The question lingered as the fire popped behind them and shadows shifted across the table's empty fourth chair.
Kayvek pushed his chair back once more. This time he did not stand.
"Bring them both tomorrow," he said at last. "First light. Before the contract boards open."
Bartov's relief came quick, but it didn't last. They all heard it then, faint through the rain and street noise below, the Guild bell tolling the final posting call for the night.
One more missed chance.
Carla said nothing, but the look she gave him carried less curiosity now than calculation. Morning had bought them time, not safety.
The fourth chair at the table remained empty, and for the first time that night it felt less like absence and more like debt.
Author's Note
This story came from a tension I keep coming back to in leadership.
When a team loses someone exceptional, the loss lingers longer than the vacancy. It turns into caution, then habit, then eventually an unwritten rule no one remembers creating.
We say we are hiring for culture. We say we are protecting cohesion.

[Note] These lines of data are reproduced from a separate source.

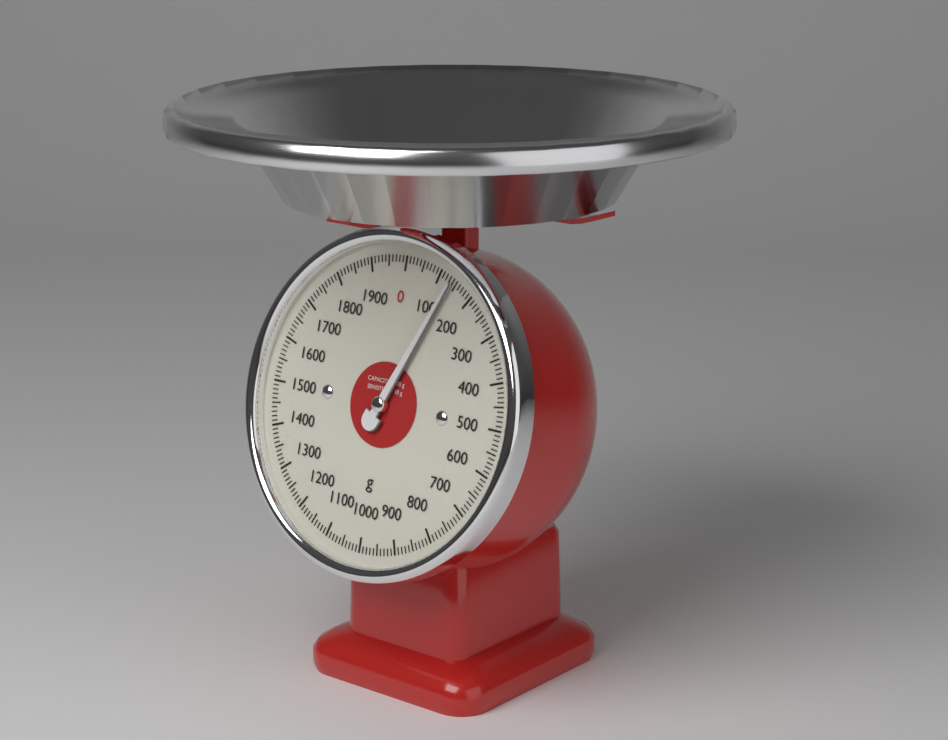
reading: 140 g
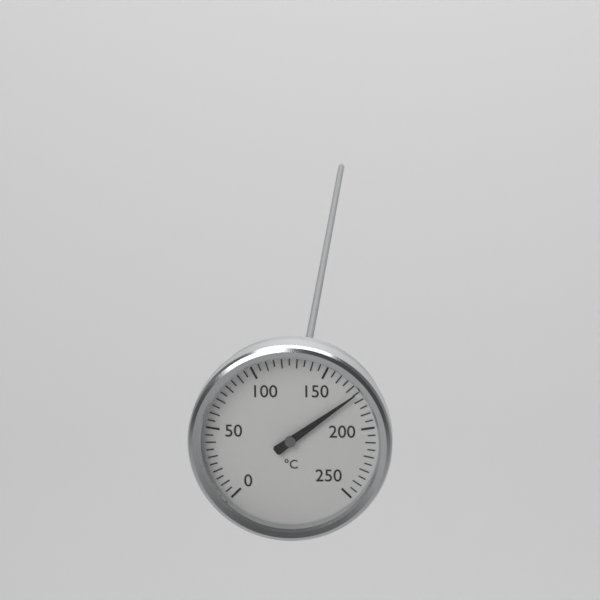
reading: 175 °C
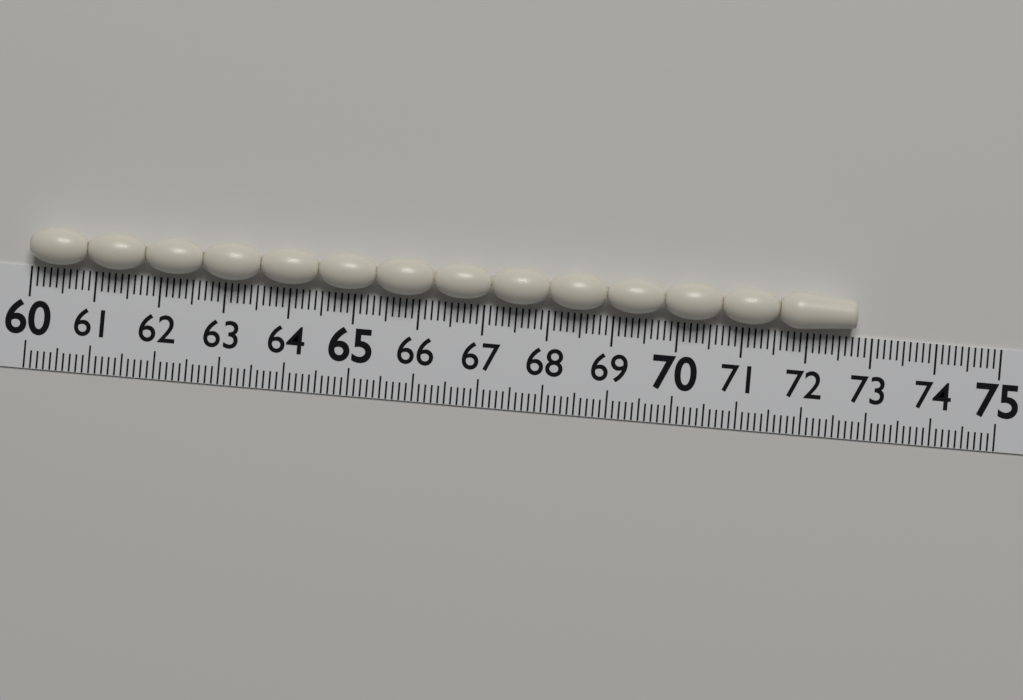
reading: 72.7 (no unit)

But sometimes what we are really protecting is the part of ourselves that does not want to be left again.
Hiring for fit preserves comfort. Hiring for change risks friction. Both feel rational in the moment. Both carry cost.
Underneath the hiring debate, this is really a question of identity.
Are we building something that can stretch, or something that can simply endure?
I do not think there is a clean answer here. I have sat on both sides of that table. The fourth chair is never just a chair. It is a mirror.